Mike Mazzeo, ESPN Staff Writer 9y

There's no stopping Nash just yet


NEW YORK -- The Carolina Hurricanes became the first team to hold Rick Nash without a point this season.

But the NHL’s hottest player still managed to find the back of the net anyway.

Nash scored in the third round of the shootout, Henrik Lundqvist made 29 saves and stopped all three shooters he faced in the skills competition, and the New York Rangers snapped a three-game losing streak with a 2-1 victory over the floundering Hurricanes on Thursday night at Madison Square Garden.

“He’s hot right now,” Derrick Brassard said of Nash, who has a league-leading six goals in his first five games this season. “I’ve known him for a long time, and as soon as I saw him in the first practice, I knew he meant business. He’s been really good for us, and we are going to need him to be good for the rest of the season.”

Nash beat Anton Khudobin with a backhand-to-forehand deke, sliding the puck under the Hurricanes goaltender’s stick.

“He was playing pretty deep, so I was thinking shoot,” Nash said. “And then I looked up and [the shot] wasn’t there, so I had to come up with something else.”

Did he ever.

Lundqvist got his glove on Ryan Murphy's snapshot at the other end of the rink to end it. And the Rangers (2-3-0), who had surrendered 17 goals in their previous three games, were able to exhale.

“I think we needed it,” said Lundqvist, who, after surrendering six goals in each of his two previous starts, sported the celebratory “Broadway Hat” in the locker room after the game. “We needed to feel like we can play a solid, 60-minute game.”

Going into Thursday night’s game, Rangers coach Alain Vigneault called out his team’s top defensemen, urging them to play better. Vigneault felt they played “safer” against the Hurricanes.

It wasn’t perfect, but it was a step in the right direction.

“There’s an old American saying in pro sports: ‘Never critique a win,’” Vigneault said with a laugh. “So I’m gonna stick with that.”

The Rangers got off to a good start, out-shooting the Hurricanes 7-2 early in the first period. But they went a stretch of over nine minutes without a shot, as Lundqvist was pelted with 10 straight.

They fell behind 1-0 in the second after Chris Terry’s shot changed direction and were booed off the ice at the end of the middle frame.

Vigneault elected to do something he rarely does, change up his line combinations to try to jumpstart his team. Rookie Anthony Duclair was moved from the top line to the fourth line, while Martin St. Louis was moved from center to the wing. Derick Brassard was reunited with Mats Zuccarello, and both ended up getting their sticks on Dan Girardi’s shot from the right-wing boards, which resulted in Brassard’s third goal of the season and a 1-1 tie midway through the third.

“Sometimes you gotta shuffle the deck a little bit,” Vigneault said. “I was looking for nine guys that I felt could give us a little spark, and I just lost [Duclair] in the rotation.”

The goal changed the complexion of the game and enabled the Rangers to earn two points for the first time since their season-opener in St. Louis.

Their power-play still has yet to score in 2014-15 (0-for-16) and they clearly miss injured No. 1 pivot Derek Stepan, but they’ll just have to make due.

It’s early, but as Lundqvist said, the Rangers need to start playing better hockey and accumulating points.

As long as Nash is scoring the way he has, you’d think that wouldn’t be a problem.

“No. 1, the puck’s going in,” Nash replied when asked why he’s been able to get off to such a hot start. “A couple of those goals [I’ve scored] don’t go in other times of the year, but they are now, and the key is my linemates are playing well together. But at the end of the day, we only have two wins, so it doesn’t matter that much.”

Not true, Rick. It most definitely does.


**Assignment**
An exact reproduction is needed of every line from the beginning of the data down to and including the line that contains "Task: Click on the a: What's New", minus the pictures.

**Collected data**

"""

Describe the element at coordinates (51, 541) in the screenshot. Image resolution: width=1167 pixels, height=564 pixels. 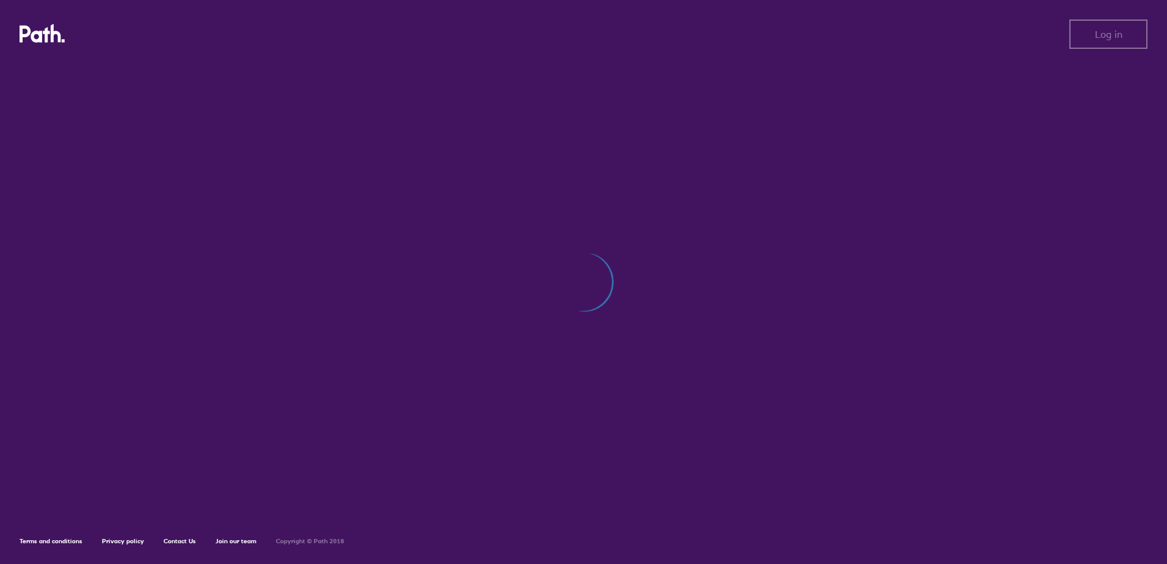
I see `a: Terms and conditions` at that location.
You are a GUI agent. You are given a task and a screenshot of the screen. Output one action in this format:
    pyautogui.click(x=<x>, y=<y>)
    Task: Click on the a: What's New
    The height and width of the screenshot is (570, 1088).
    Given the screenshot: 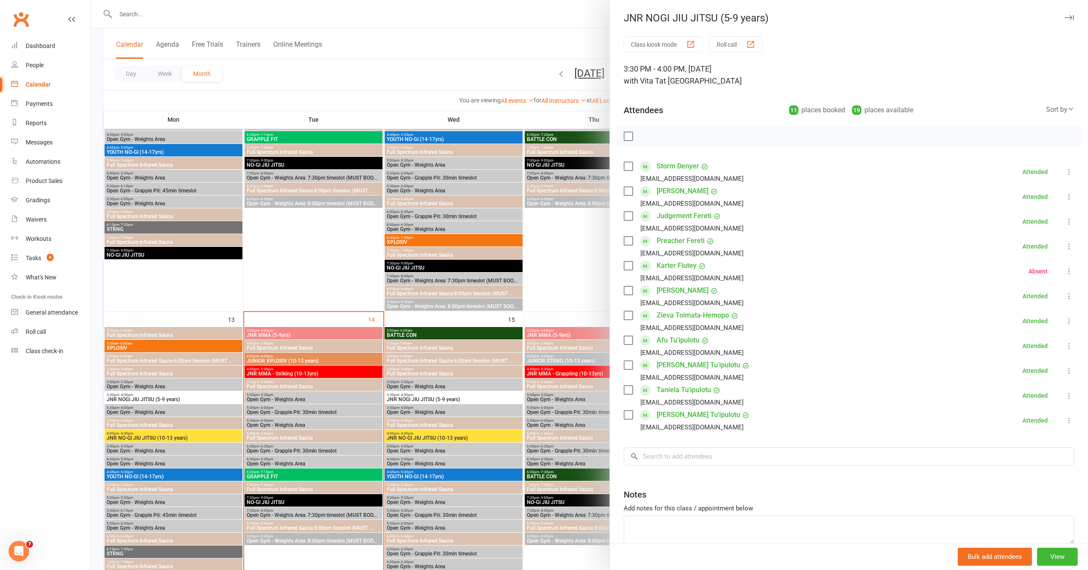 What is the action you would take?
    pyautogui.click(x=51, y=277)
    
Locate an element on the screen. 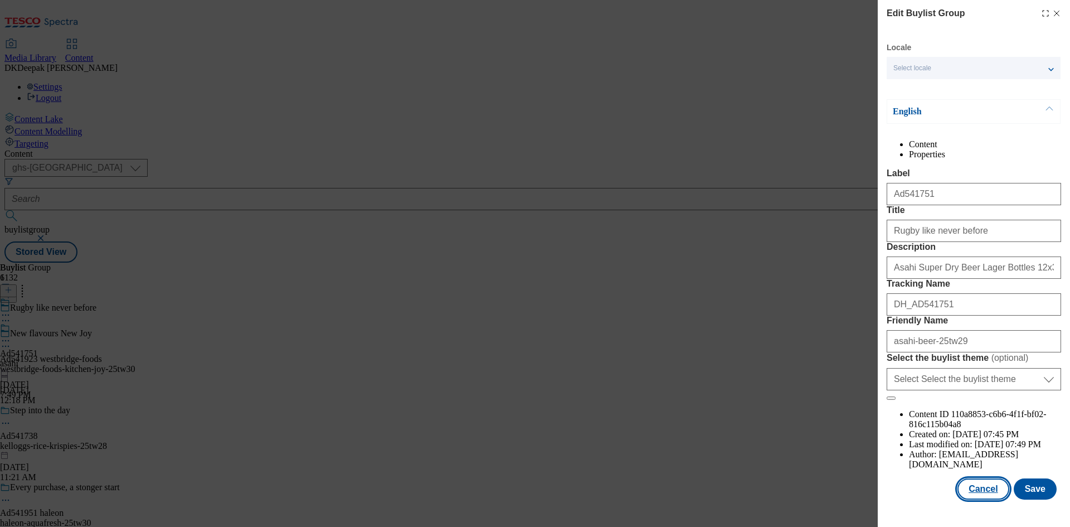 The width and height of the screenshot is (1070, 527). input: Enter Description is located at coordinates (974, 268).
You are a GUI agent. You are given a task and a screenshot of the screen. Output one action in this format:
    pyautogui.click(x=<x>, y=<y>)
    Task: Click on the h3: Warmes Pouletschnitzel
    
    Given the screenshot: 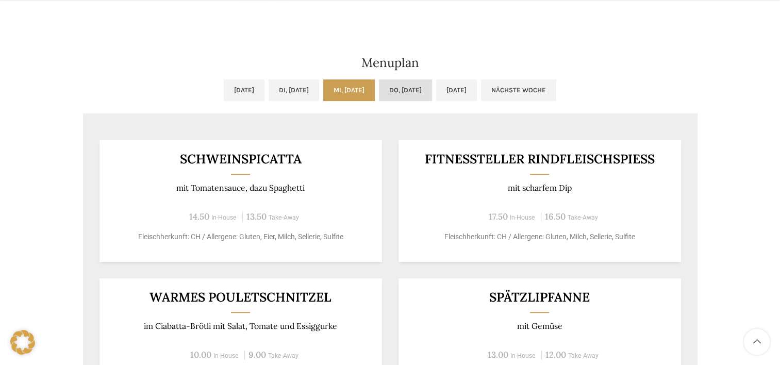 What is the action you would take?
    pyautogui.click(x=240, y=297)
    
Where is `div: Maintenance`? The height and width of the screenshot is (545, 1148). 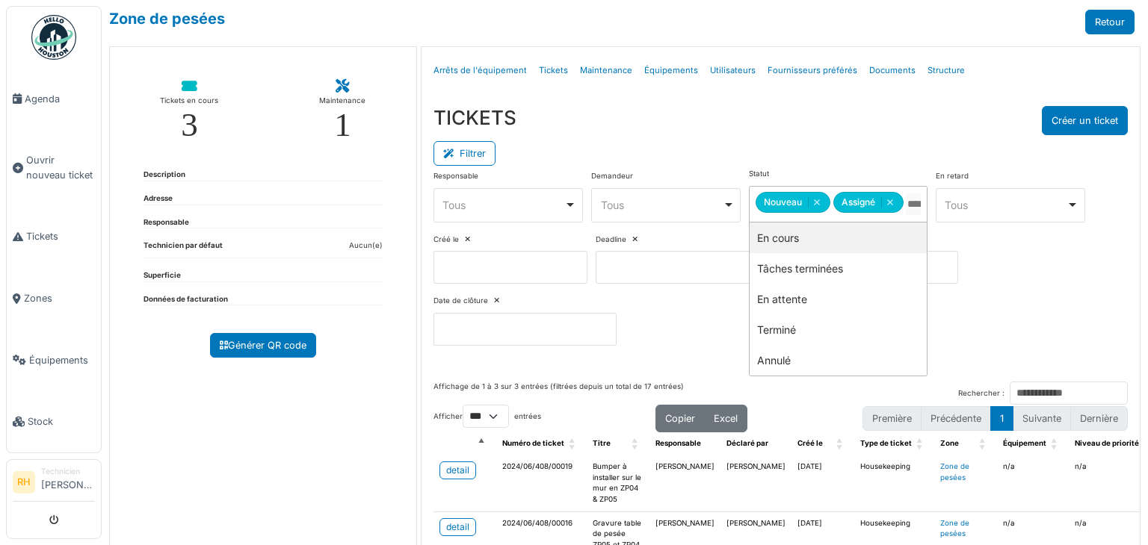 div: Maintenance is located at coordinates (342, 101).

"""

**Answer**
Describe the element at coordinates (51, 541) in the screenshot. Image resolution: width=1167 pixels, height=564 pixels. 
I see `a: Terms and conditions` at that location.
You are a GUI agent. You are given a task and a screenshot of the screen. Output one action in this format:
    pyautogui.click(x=<x>, y=<y>)
    Task: Click on the a: What's New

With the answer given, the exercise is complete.